The Worm of Lambton was fished out of the River Wear at the time of the Crusades by Sir John Lambton, angling godlessly on Sunday. Uncommonly ugly and uncommonly strong, the Worm escaped from the well into which he threw it and grew so huge that it would wrap itself many times around a nearby hill. It devastated the countryside and when cut into pieces reunited and slew its attackers. A local witch told Sir John he could kill it if he would fix razor blades to his armor and vow to kill the first living thing he saw after vanquishing the Worm. If he broke the vow, the beldame said, for nine generations no Lambton would die in his bed.

Making his vow and donning his razor blades, Sir John challenged the Worm. They fought on a rock in the river, and after the Worm had wounded itself on the blades Sir John hacked it in two with his sword. One half floated down the river and, unable to rejoin, the Worm died. But Sir John did not kill the next living creature he saw. It was his father. The next nine generations of Lambtons died violent deaths.
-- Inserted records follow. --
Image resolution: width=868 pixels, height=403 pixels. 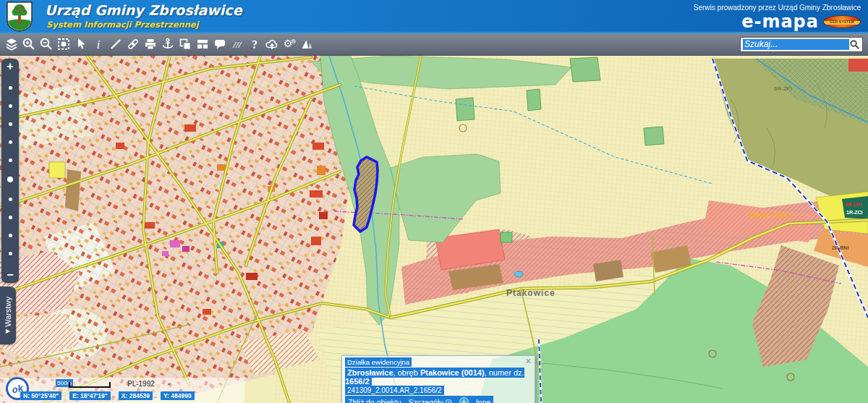 What do you see at coordinates (98, 45) in the screenshot?
I see `svg-text: i` at bounding box center [98, 45].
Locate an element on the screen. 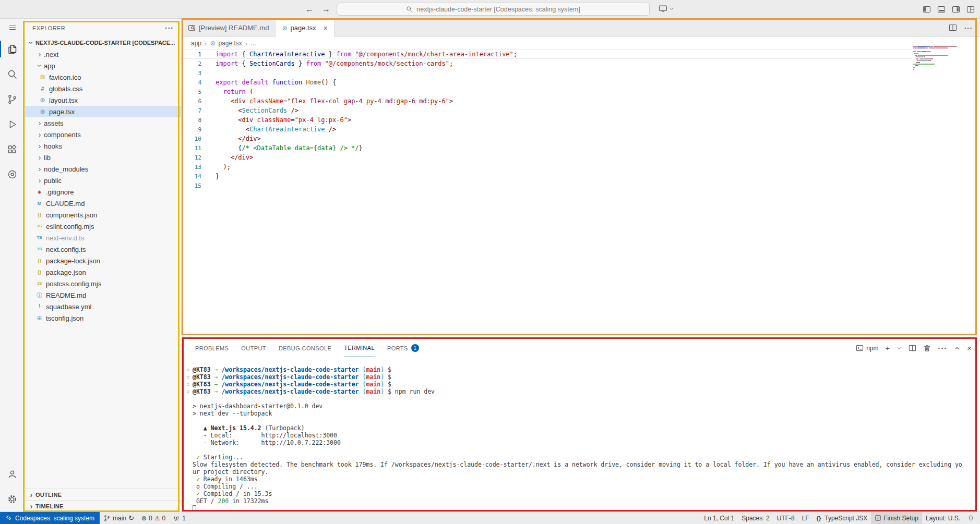  tree-file-squadbase.yml: !squadbase.yml is located at coordinates (103, 307).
Dormant for centuries, the Curse of the Worm is apparently regaining power. The suicidal Viscount's uncle was killed in World War I. One cousin disappeared from a liner, another died in a car smash. Two years ago his grandmother was killed by a fall. When he was ten, young Lambton himself disappeared mysteriously for several days. One night last week servants heard the Viscount in the kitchen cooking his usual midnight snack of ham & eggs. Next morning they found him sprawled in a fountain on the castle lawn, his brains blown out by a charge from his own gun.